The Surrender

On the day of the Nagasaki raid, the Soviet Union declared war on Japan. Almost immediately, about 1.6 million Soviet troops, many battle-hardened from the war in Eastern Europe, sliced deeply into Manchuria. Now the scales were overwhelmingly tipped against the Japanese empire. 

Even following both of the atomic attacks and the Soviet declaration or war, the Imperial cabinet remained deadlocked over accepting Pots-dam’s call for unconditional surrender. On August 14, eight days after the Hiroshima raid and only five days after the Nagasaki attack, Japan’s Emperor Hirohito himself broke the cabinet’s deadlock and accepted the Allied terms. The next day, Hirohito addressed the Japanese people directly for the first time to announce his decision. 

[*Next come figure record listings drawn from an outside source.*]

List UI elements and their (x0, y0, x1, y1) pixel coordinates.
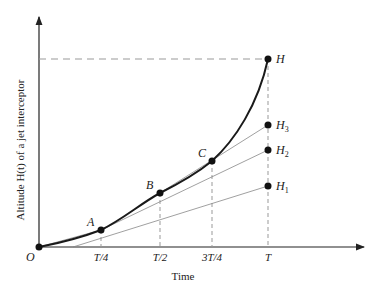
point-h (265, 56, 272, 63)
point-c (209, 158, 216, 165)
point-h2 (265, 147, 272, 154)
tick-t4: T/4 (94, 251, 109, 263)
tangent-line-b (101, 150, 268, 230)
label-h1: H1 (275, 179, 289, 195)
tick-t2: T/2 (153, 251, 168, 263)
origin-label: O (26, 250, 35, 264)
tick-3t4: 3T/4 (201, 251, 223, 263)
altitude-diagram: A B C H H3 H2 H1 O T/4 T/2 3T/4 T Time A… (0, 0, 376, 296)
label-h2: H2 (275, 143, 289, 159)
x-axis-title: Time (172, 270, 195, 282)
tick-t: T (265, 251, 272, 263)
y-axis-title: Altitude H(t) of a jet interceptor (14, 79, 27, 220)
label-c: C (198, 146, 207, 160)
point-a (98, 227, 105, 234)
point-b (157, 190, 164, 197)
label-h3: H3 (275, 118, 289, 134)
label-b: B (146, 178, 154, 192)
altitude-curve (39, 59, 268, 247)
point-o (36, 244, 43, 251)
tangent-line-a (73, 186, 268, 247)
label-a: A (86, 215, 95, 229)
label-h: H (275, 52, 286, 66)
point-h3 (265, 122, 272, 129)
point-h1 (265, 183, 272, 190)
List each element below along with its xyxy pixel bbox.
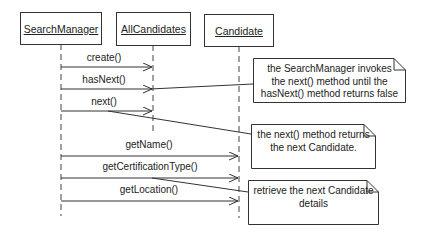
note-text: retrieve the next Candidate details (248, 185, 379, 210)
message-label: create() (87, 52, 121, 63)
object-searchmanager: SearchManager (20, 12, 102, 45)
object-label: SearchManager (24, 23, 99, 35)
note-retrieve: retrieve the next Candidate details (248, 180, 379, 225)
object-candidate: Candidate (204, 14, 274, 47)
note-next: the next() method returns the next Candi… (251, 124, 376, 169)
message-label: next() (91, 96, 117, 107)
object-allcandidates: AllCandidates (116, 12, 191, 46)
object-label: AllCandidates (121, 23, 186, 35)
message-label: getCertificationType() (102, 161, 197, 172)
message-label: getLocation() (120, 184, 178, 195)
note-connector-2 (108, 111, 251, 134)
note-text: the next() method returns the next Candi… (251, 129, 376, 154)
object-label: Candidate (215, 25, 263, 37)
note-connector-1 (150, 84, 253, 89)
note-text: the SearchManager invokes the next() met… (253, 63, 406, 101)
message-label: getName() (125, 139, 172, 150)
sequence-diagram: SearchManager AllCandidates Candidate cr… (0, 0, 423, 237)
message-label: hasNext() (82, 74, 125, 85)
note-hasnext: the SearchManager invokes the next() met… (253, 58, 406, 103)
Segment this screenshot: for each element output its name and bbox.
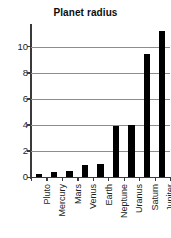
x-tick-label: Mars	[74, 184, 83, 204]
chart-figure: Planet radius 0246810 PlutoMercuryMarsVe…	[0, 0, 171, 238]
x-tick-label: Uranus	[135, 184, 144, 213]
x-tick-label: Neptune	[120, 184, 129, 218]
x-tick-label: Jupiter	[166, 184, 171, 211]
x-axis-labels: PlutoMercuryMarsVenusEarthNeptuneUranusS…	[0, 0, 171, 238]
x-tick-label: Earth	[105, 184, 114, 206]
x-tick-label: Mercury	[58, 184, 67, 217]
x-tick-label: Saturn	[151, 184, 160, 211]
x-tick-label: Venus	[89, 184, 98, 209]
x-tick-label: Pluto	[43, 184, 52, 205]
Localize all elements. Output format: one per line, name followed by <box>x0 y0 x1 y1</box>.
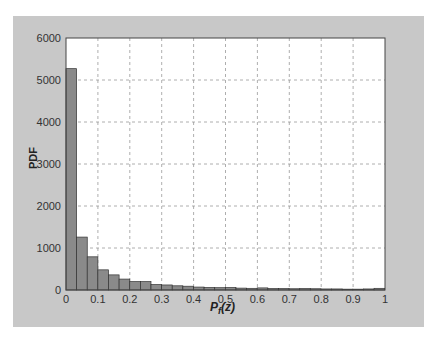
y-axis-label: PDF <box>27 147 39 169</box>
x-label-main: P <box>210 300 218 314</box>
histogram-bar <box>183 286 194 290</box>
x-tick-label: 0.6 <box>250 293 265 305</box>
x-tick-label: 0.7 <box>282 293 297 305</box>
histogram-bar <box>87 257 98 290</box>
y-tick-label: 0 <box>55 284 61 296</box>
y-tick-label: 3000 <box>37 158 61 170</box>
x-tick-label: 0.3 <box>154 293 169 305</box>
x-axis-label: Pf(z) <box>210 300 235 316</box>
y-tick-label: 1000 <box>37 242 61 254</box>
y-tick-label: 4000 <box>37 116 61 128</box>
histogram-bar <box>140 282 151 290</box>
histogram-bar <box>77 237 88 290</box>
x-tick-label: 0 <box>63 293 69 305</box>
x-tick-label: 0.2 <box>122 293 137 305</box>
histogram-bar <box>130 282 141 290</box>
histogram-bar <box>172 286 183 290</box>
x-tick-label: 0.8 <box>314 293 329 305</box>
histogram-bar <box>98 270 109 290</box>
y-tick-label: 5000 <box>37 74 61 86</box>
y-tick-label: 2000 <box>37 200 61 212</box>
histogram-bar <box>151 285 162 290</box>
histogram-bar <box>108 275 119 290</box>
histogram-bar <box>162 285 173 290</box>
x-tick-label: 0.4 <box>186 293 201 305</box>
y-tick-label: 6000 <box>37 32 61 44</box>
histogram-bar <box>119 279 130 290</box>
histogram-chart: 00.10.20.30.40.50.60.70.80.9101000200030… <box>0 0 435 338</box>
x-tick-label: 0.9 <box>345 293 360 305</box>
x-tick-label: 1 <box>382 293 388 305</box>
histogram-bar <box>66 69 77 290</box>
x-tick-label: 0.1 <box>90 293 105 305</box>
x-label-arg: (z) <box>221 300 235 314</box>
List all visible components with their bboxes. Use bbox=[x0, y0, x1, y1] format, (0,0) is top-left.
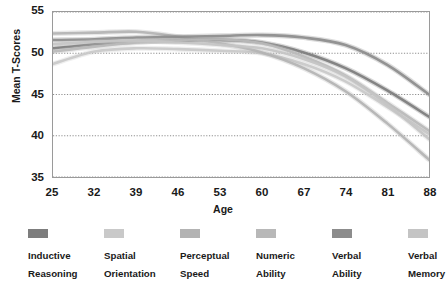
x-axis-tick-label: 32 bbox=[74, 186, 114, 198]
legend-swatch bbox=[332, 229, 352, 238]
legend-item[interactable]: Numeric Ability bbox=[256, 229, 330, 281]
x-axis-tick-label: 60 bbox=[242, 186, 282, 198]
legend-swatch bbox=[180, 229, 200, 238]
x-axis-tick-label: 81 bbox=[368, 186, 408, 198]
y-axis-tick-label: 55 bbox=[0, 5, 44, 16]
legend-swatch bbox=[408, 229, 428, 238]
legend-label: Inductive Reasoning bbox=[28, 250, 78, 279]
legend-swatch bbox=[256, 229, 276, 238]
legend-label: Verbal Memory bbox=[408, 250, 445, 279]
legend-item[interactable]: Inductive Reasoning bbox=[28, 229, 102, 281]
legend-swatch bbox=[28, 229, 48, 238]
x-axis-title: Age bbox=[0, 203, 446, 215]
x-axis-tick-label: 39 bbox=[116, 186, 156, 198]
x-axis-tick-label: 46 bbox=[158, 186, 198, 198]
y-axis-tick-label: 40 bbox=[0, 130, 44, 141]
legend-item[interactable]: Spatial Orientation bbox=[104, 229, 178, 281]
plot-area bbox=[52, 11, 430, 178]
y-axis-tick-label: 50 bbox=[0, 47, 44, 58]
legend-item[interactable]: Verbal Memory bbox=[408, 229, 446, 281]
chart-legend: Inductive ReasoningSpatial OrientationPe… bbox=[28, 229, 438, 283]
x-axis-tick-label: 67 bbox=[284, 186, 324, 198]
line-chart-canvas bbox=[53, 12, 429, 177]
legend-label: Perceptual Speed bbox=[180, 250, 230, 279]
x-axis-tick-label: 88 bbox=[410, 186, 446, 198]
y-axis-tick-label: 35 bbox=[0, 172, 44, 183]
legend-swatch bbox=[104, 229, 124, 238]
chart-figure: Mean T-Scores 5550454035 253239465360677… bbox=[0, 0, 446, 285]
x-axis-tick-label: 53 bbox=[200, 186, 240, 198]
legend-label: Spatial Orientation bbox=[104, 250, 156, 279]
y-axis-title: Mean T-Scores bbox=[10, 6, 22, 126]
x-axis-tick-label: 74 bbox=[326, 186, 366, 198]
x-axis-tick-label: 25 bbox=[32, 186, 72, 198]
legend-label: Numeric Ability bbox=[256, 250, 295, 279]
series-lines bbox=[53, 32, 429, 160]
legend-item[interactable]: Verbal Ability bbox=[332, 229, 406, 281]
legend-label: Verbal Ability bbox=[332, 250, 362, 279]
legend-item[interactable]: Perceptual Speed bbox=[180, 229, 254, 281]
y-axis-tick-label: 45 bbox=[0, 89, 44, 100]
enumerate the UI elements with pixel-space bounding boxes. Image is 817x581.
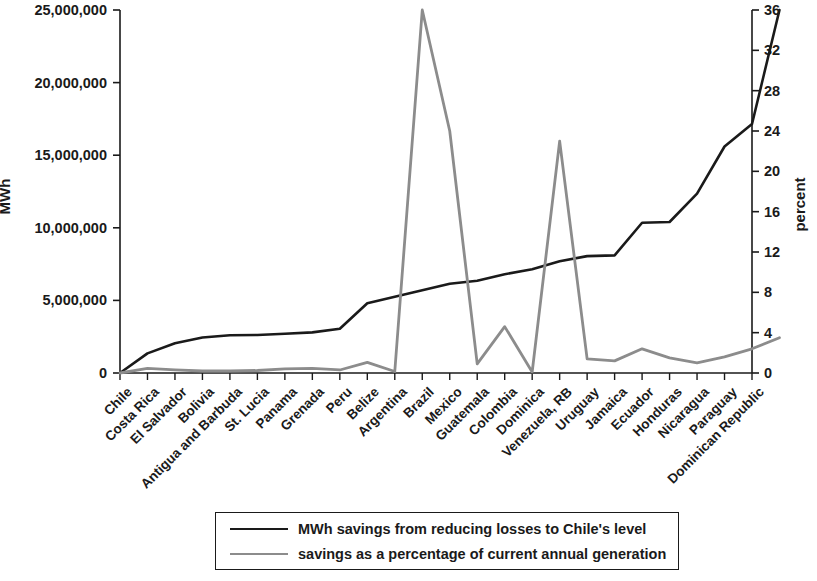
legend-label-percent: savings as a percentage of current annua… bbox=[298, 546, 666, 562]
chart-container: MWh percent 05,000,00010,000,00015,000,0… bbox=[0, 0, 817, 581]
legend-swatch-mwh bbox=[230, 528, 288, 530]
legend-swatch-percent bbox=[230, 553, 288, 555]
plot-area bbox=[0, 0, 817, 581]
legend-entry-mwh: MWh savings from reducing losses to Chil… bbox=[216, 516, 678, 542]
series-lines bbox=[120, 10, 779, 373]
legend-entry-percent: savings as a percentage of current annua… bbox=[216, 541, 678, 567]
chart-legend: MWh savings from reducing losses to Chil… bbox=[215, 512, 679, 570]
legend-label-mwh: MWh savings from reducing losses to Chil… bbox=[298, 521, 646, 537]
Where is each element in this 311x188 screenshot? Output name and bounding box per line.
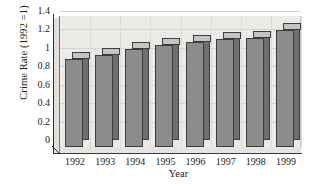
bar-side-face: [172, 38, 179, 140]
y-tick-label: 0.4: [24, 98, 50, 108]
x-axis-title: Year: [56, 168, 301, 179]
bar-top-face: [102, 48, 120, 55]
bar[interactable]: [155, 38, 173, 147]
bar-front-face: [216, 39, 234, 147]
x-tick-label: 1999: [271, 156, 301, 167]
bar-top-face: [283, 23, 301, 30]
y-tick-label: 0: [24, 135, 50, 145]
bar-side-face: [203, 35, 210, 140]
bar-side-face: [263, 31, 270, 140]
x-tick-label: 1998: [241, 156, 271, 167]
bar-top-face: [223, 32, 241, 39]
bar-front-face: [155, 45, 173, 147]
y-axis-ticks: 00.20.40.60.811.21.4: [14, 0, 50, 188]
bar-side-face: [233, 32, 240, 140]
bar-top-face: [132, 42, 150, 49]
vertical-gridline: [150, 16, 151, 148]
bar-front-face: [125, 49, 143, 147]
bar-front-face: [246, 38, 264, 147]
x-axis-line-front: [59, 153, 302, 154]
bar-side-face: [112, 48, 119, 140]
y-axis-line: [53, 14, 54, 154]
bar-top-face: [162, 38, 180, 45]
y-tick-label: 0.2: [24, 117, 50, 127]
gridline: [59, 11, 301, 12]
bar-side-face: [142, 42, 149, 140]
y-tick-label: 0.6: [24, 80, 50, 90]
vertical-gridline: [90, 16, 91, 148]
bar-top-face: [193, 35, 211, 42]
bar-chart-figure: Crime Rate (1992 =1) 00.20.40.60.811.21.…: [0, 0, 311, 188]
x-tick-label: 1994: [120, 156, 150, 167]
bar-top-face: [253, 31, 271, 38]
bar-front-face: [276, 30, 294, 147]
origin-depth-connector: [52, 146, 61, 155]
bar[interactable]: [186, 35, 204, 147]
vertical-gridline: [181, 16, 182, 148]
bar[interactable]: [125, 42, 143, 147]
vertical-gridline: [271, 16, 272, 148]
y-tick-label: 0.8: [24, 61, 50, 71]
bar-front-face: [95, 55, 113, 147]
bar-side-face: [82, 52, 89, 140]
y-tick-label: 1: [24, 43, 50, 53]
bar[interactable]: [276, 23, 294, 147]
y-tick-label: 1.2: [24, 24, 50, 34]
bar-side-face: [293, 23, 300, 140]
bar-front-face: [65, 59, 83, 147]
bar[interactable]: [95, 48, 113, 147]
vertical-gridline: [301, 16, 302, 148]
y-axis-line-front: [59, 16, 60, 154]
x-tick-label: 1992: [60, 156, 90, 167]
bar-front-face: [186, 42, 204, 147]
bar-top-face: [72, 52, 90, 59]
bar[interactable]: [216, 32, 234, 147]
vertical-gridline: [120, 16, 121, 148]
x-tick-label: 1995: [150, 156, 180, 167]
x-tick-label: 1993: [90, 156, 120, 167]
y-tick-label: 1.4: [24, 6, 50, 16]
plot-area: [53, 16, 301, 154]
x-tick-label: 1997: [211, 156, 241, 167]
bar[interactable]: [246, 31, 264, 147]
bar[interactable]: [65, 52, 83, 147]
x-tick-label: 1996: [181, 156, 211, 167]
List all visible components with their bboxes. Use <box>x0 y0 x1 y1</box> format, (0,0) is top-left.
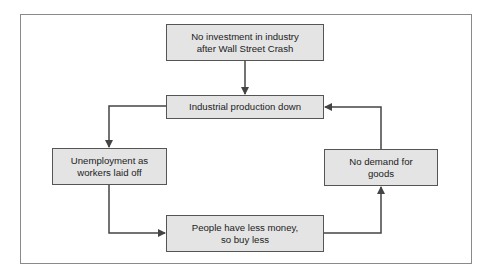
arrow-unemployment-to-less-money <box>109 185 165 233</box>
node-less-money: People have less money, so buy less <box>166 215 324 252</box>
node-production-down: Industrial production down <box>166 95 324 119</box>
arrow-production-to-unemployment <box>109 106 166 147</box>
arrow-no-demand-to-production <box>325 107 381 149</box>
node-no-investment: No investment in industry after Wall Str… <box>166 24 324 61</box>
arrow-less-money-to-no-demand <box>324 187 381 233</box>
node-no-demand: No demand for goods <box>324 149 438 186</box>
node-unemployment: Unemployment as workers laid off <box>52 148 167 185</box>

Although many factors contributed to the ultimate victory, there can be little doubt that the prospect of further nuclear bombardment swayed Hirohito. When the emperor announced the surrender, he referred to a “new and most cruel bomb.” But, according to Prince Fumimaro Konoye, “the thing that brought about the determination to make peace was the prolonged bombing by the B–29s.” Premier Suzuki said it this way: 

"It seemed to me unavoidable that in the long run Japan would be almost destroyed by air attack so that merely on the basis of the B–29s alone I was convinced that Japan should sue for peace. On top of the B–29 raids came the atomic bomb...which was just one additional reason for giving in....I myself, on the basis of the B–29 raids, felt that the cause was hopeless."

Forty-five American C–47 transports landed at Atsugi Air Base in Tokyo on August 28, 1945, to begin the American occupation of Japan. An atomic bomb cloud forms over Nagasaki on August 9, 1945. That airplanes rather than amphibious landing craft should be the first Allied vehicles to touch Honshu symbolized the relative importance of air power in avoiding the scheduled invasion and securing the ultimate victory.